By Soren Chau3 min read
Soren Chau
Soren Chau
3 min read

NTT DATA says privacy and data sovereignty are now the biggest drag on enterprise AI deployments, as organisations shift from pilots into production systems that handle sensitive data.

In its 2026 Global AI Report, the company found only 29 per cent of respondents were prioritising sovereign AI in a concrete near-term way, even as governance, workload location and security requirements climb higher on procurement lists. NTT DATA chief executive and chief AI officer Abhijit Dubey said in the company’s release that “as AI evolves, private and sovereign approaches are testing enterprise readiness”.

The findings mark a shift in what is blocking deployment. Rather than asking whether teams want to use generative AI, many large organisations are now wrestling with where models run, how data moves across borders and whether existing controls are strong enough for production use. The centre of gravity has moved from experimentation to operating discipline, vendor choice and internal accountability.

Among chief AI officers, 35 per cent said building, integrating and managing private or sovereign AI was their top barrier, according to the NTT DATA report. Another 60 per cent cited cross-border data restrictions as a major challenge. The numbers put the hard work in architecture and governance, not model access or boardroom enthusiasm. The regional figures tracked close to the global picture. IT Brief Australia, which reported on the findings for a local audience, said 30 per cent of APAC respondents were prioritising sovereign AI in the near term. Enterprises appear to recognise the residency issue, but many have not yet settled vendor, hosting or operating model decisions around it. For multi-country businesses, that gap between awareness and action slows procurement even when executives want to move quickly.

Security was a second pressure point. Only 38 per cent of respondents said they had high confidence in their cloud security posture, the NTT DATA release said. When organisations are already unsure about baseline cloud controls, private AI deployments, hybrid environments and cross-border model access become harder to sign off.
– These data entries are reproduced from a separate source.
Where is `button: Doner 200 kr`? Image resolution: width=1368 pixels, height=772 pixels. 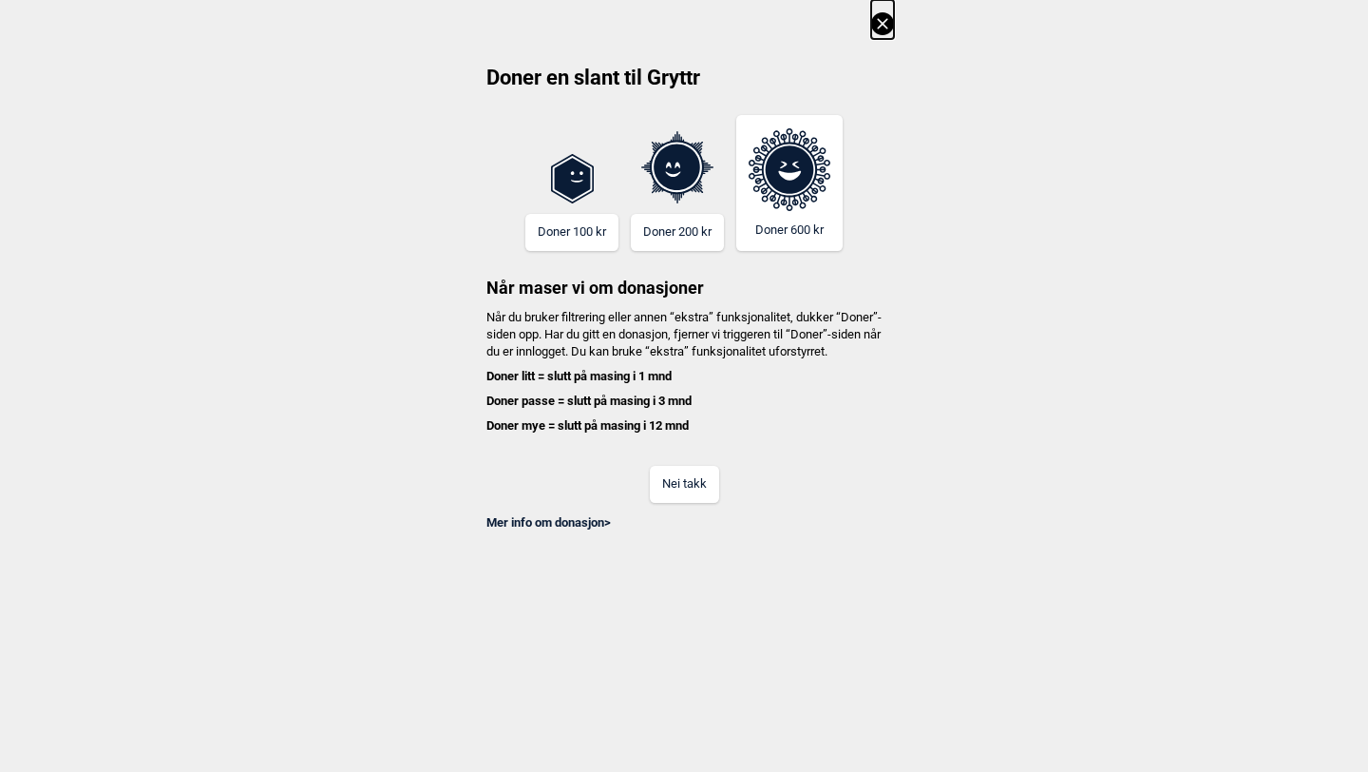
button: Doner 200 kr is located at coordinates (677, 232).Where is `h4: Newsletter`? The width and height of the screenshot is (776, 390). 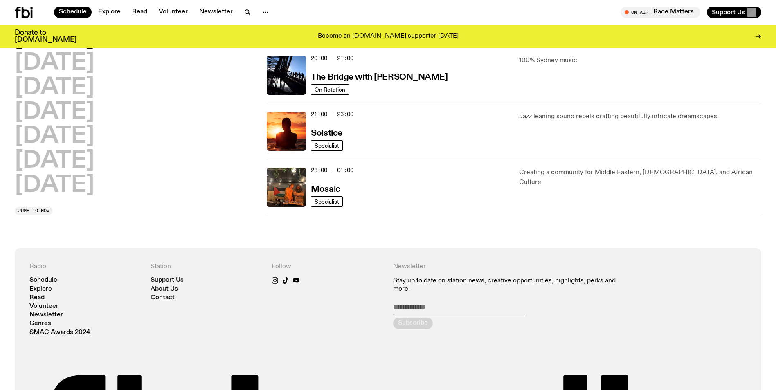 h4: Newsletter is located at coordinates (509, 267).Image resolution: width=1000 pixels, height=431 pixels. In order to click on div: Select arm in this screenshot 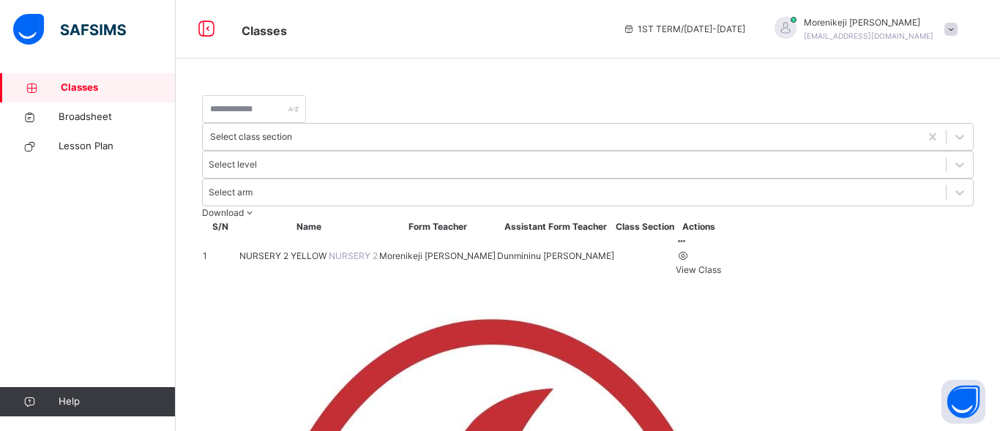, I will do `click(231, 193)`.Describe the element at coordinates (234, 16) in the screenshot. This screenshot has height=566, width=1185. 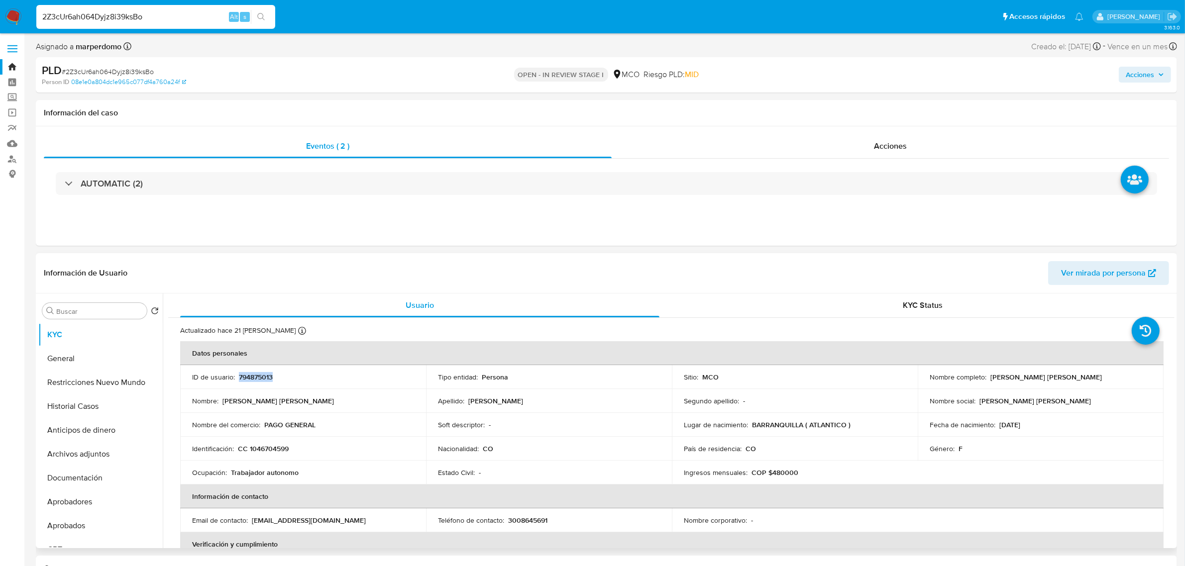
I see `span: Alt` at that location.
BigDATAwire reported that the survey showed enterprise AI adoption outstripping existing infrastructure and governance models.
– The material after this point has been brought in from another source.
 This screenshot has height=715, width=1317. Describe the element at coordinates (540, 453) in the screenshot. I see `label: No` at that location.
The pattern is a familiar one in enterprise IT. Once an AI workload touches customer records, internal documents or code repositories, architecture, security, procurement and legal teams all demand clear answers on access, logging and residency. The delay turns on whether the surrounding controls satisfy auditors and risk committees, rather than on model capability. For CIOs, sovereign AI is a design question: where data sits, which teams can reach it, which legal regime applies, how quickly risk teams will clear production use. In sectors that hold customer, health or financial records, those questions can delay deployment long after the model itself is ready.

The findings come from a vendor-backed report and should be read with that context. The specific barriers the survey surfaces — cross-border restrictions, cloud security confidence, private AI integration — are concrete enough to be useful for enterprise IT teams assessing where AI projects stall. The question coming out of the data is whether governance can keep pace with deployment ambitions.

Abhijit DubeyBigDATAwireIT Brief AustraliaNTT DATA
Soren Chau

Soren Chau

Enterprise editor covering AWS, Azure, and GCP in the AU region, plus the SaaS shaping local IT. Reports from Sydney.